Donald Trump signed a new Cuba sanctions executive order on Friday 1 May 2026, authorising asset-blocking, entry suspension and correspondent-account restrictions against Cuban government officials, security and defence sector personnel, and their adult family members 1 2. The order is structurally distinct from EO 14380 , which Trump signed on 29 January and which targeted oil flows through secondary tariffs. Where the January instrument worked through commodity chains, the 1 May order names categories of natural persons.
OFAC (the US Treasury's Office of Foreign Assets Control) has not yet published any designations under the new framework. The order exists without targets. Once the first SDN (Specially Designated Nationals) list appears, US-held property freezes, US visas suspend, and any foreign bank running correspondent-account business through New York carries an enforcement risk on the named person's transactions.
Most US sanctions programmes reach relatives only through derivative-property findings against the principal: a wife's house gets blocked because the husband paid for it with sanctioned funds.
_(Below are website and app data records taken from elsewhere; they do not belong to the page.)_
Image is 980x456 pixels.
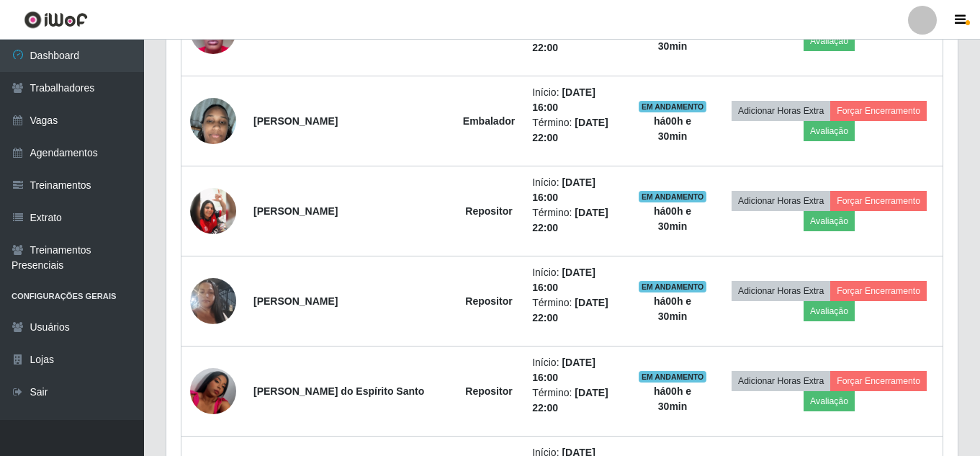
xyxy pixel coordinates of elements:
[463,115,515,127] strong: Embalador
[654,115,692,142] strong: há 00 h e 30 min
[804,121,855,141] button: Avaliação
[804,211,855,231] button: Avaliação
[732,281,831,301] button: Adicionar Horas Extra
[533,85,621,115] li: Início:
[654,25,692,52] strong: há 00 h e 30 min
[465,385,512,397] strong: Repositor
[533,25,621,55] li: Término:
[639,371,708,382] span: EM ANDAMENTO
[190,188,236,234] img: 1749467102101.jpeg
[533,356,596,383] time: [DATE] 16:00
[254,206,338,217] strong: [PERSON_NAME]
[804,31,855,51] button: Avaliação
[533,115,621,145] li: Término:
[639,101,708,112] span: EM ANDAMENTO
[254,115,338,127] strong: [PERSON_NAME]
[533,177,596,203] time: [DATE] 16:00
[804,301,855,321] button: Avaliação
[533,267,596,293] time: [DATE] 16:00
[533,295,621,325] li: Término:
[654,295,692,322] strong: há 00 h e 30 min
[533,265,621,295] li: Início:
[804,391,855,411] button: Avaliação
[732,101,831,121] button: Adicionar Horas Extra
[639,281,708,292] span: EM ANDAMENTO
[732,371,831,391] button: Adicionar Horas Extra
[639,191,708,202] span: EM ANDAMENTO
[732,191,831,211] button: Adicionar Horas Extra
[465,206,512,217] strong: Repositor
[654,385,692,412] strong: há 00 h e 30 min
[533,206,621,235] li: Término:
[190,260,236,342] img: 1750278821338.jpeg
[831,191,927,211] button: Forçar Encerramento
[24,10,88,29] img: CoreUI Logo
[533,355,621,385] li: Início:
[465,295,512,307] strong: Repositor
[831,371,927,391] button: Forçar Encerramento
[831,281,927,301] button: Forçar Encerramento
[190,80,236,162] img: 1755386143751.jpeg
[533,87,596,113] time: [DATE] 16:00
[831,101,927,121] button: Forçar Encerramento
[654,206,692,232] strong: há 00 h e 30 min
[533,385,621,415] li: Término:
[533,175,621,206] li: Início:
[190,350,236,432] img: 1750620222333.jpeg
[254,295,338,307] strong: [PERSON_NAME]
[254,385,424,397] strong: [PERSON_NAME] do Espírito Santo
Designating adult sons, daughters and spouses in their own right, by category and without specific conduct, follows the pattern OFAC has used against Russia and Belarus rather than the hemispheric template. The 1 May order is the first time a Cuba-specific instrument has reached relatives that way. Adult children of GAESA officers studying in Madrid or holding bank accounts in Mexico City lose practical access to dollar-denominated channels regardless of their own conduct.
Havana answered same-day rather than waiting for state-media synthesis. President Miguel Díaz-Canel called the order "coercive" and Foreign Minister Bruno Rodríguez Parrilla called it "collective punishment" violating the UN Charter, the same framing the ministry had deployed on 14 April . Beneath the visible escalation, the dual-track diplomatic contacts opened on 10 April , have not been disavowed. The 1 May signature timed to Cuba's Labour Day pairs a regulatory instrument with a Cuban political date for the second time in four months: EO 14380 was signed on the eve of the José Martí birthday observances. Trump's signing schedule is now treating Cuban political holidays as the framing surface.